Frequently asked questions
Common questions about CWE-822.
- What is CWE-822?
- The product obtains a value from an untrusted source, converts this value to a pointer, and dereferences the resulting pointer.
- What CVEs are caused by CWE-822?
- 206 recorded CVEs are attributed to CWE-822, including CVE-2023-29360, CVE-2025-24990, CVE-2024-35250. 5 are listed in CISA's Known Exploited Vulnerabilities (KEV) catalog.
- How is CWE-822 detected?
- Automated Static Analysis: Automated static analysis, commonly referred to as Static Application Security Testing (SAST), can find some instances of this weakness by analyzing source code (or binary/compiled code) without having to execute it. Typically, this is done by building a model of data flow and control flow, then searching for potentially-vulnerable patterns that connect "sources" (origins of input) with "sinks" (destinations where the data interacts with external components, a lower layer such as the OS, etc.)
- What are the consequences of CWE-822?
- Exploiting CWE-822 can lead to: Read Memory, DoS: Crash, Exit, or Restart, Execute Unauthorized Code or Commands, Modify Memory.
- Is CWE-822 actively exploited?
- Yes. 5 CWE-822 vulnerabilities are in CISA's KEV catalog of actively exploited flaws, out of 206 recorded CVEs.
References
- MITRE CWE definition (CWE-822) (opens in a new tab)

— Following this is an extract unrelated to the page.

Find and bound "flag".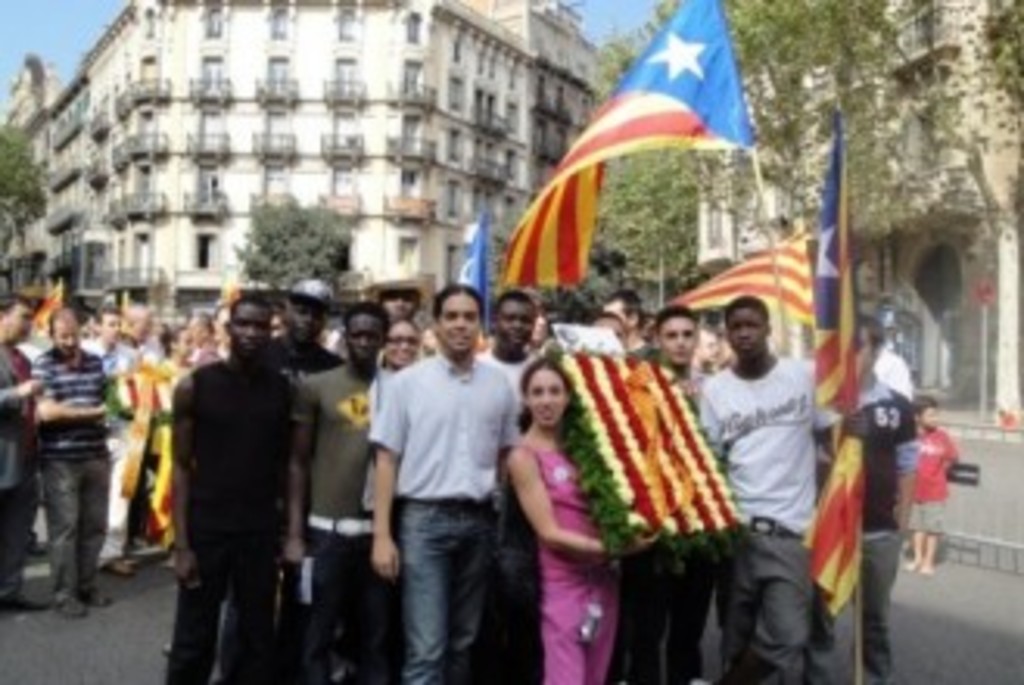
Bound: detection(454, 193, 492, 339).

- CWE-822 vulnerabilities on NVD (opens in a new tab)
- Learn: What is a CWE?
Weakness data is sourced from the MITRE CWE catalog (v4.20). CVE associations are aggregated and kept current by RadicalNotion.AI.
Stay ahead of CWE-822
Get alerted the moment a new CWE-822 vulnerability affects your stack, with AI-written analysis, severity context, and remediation guidance.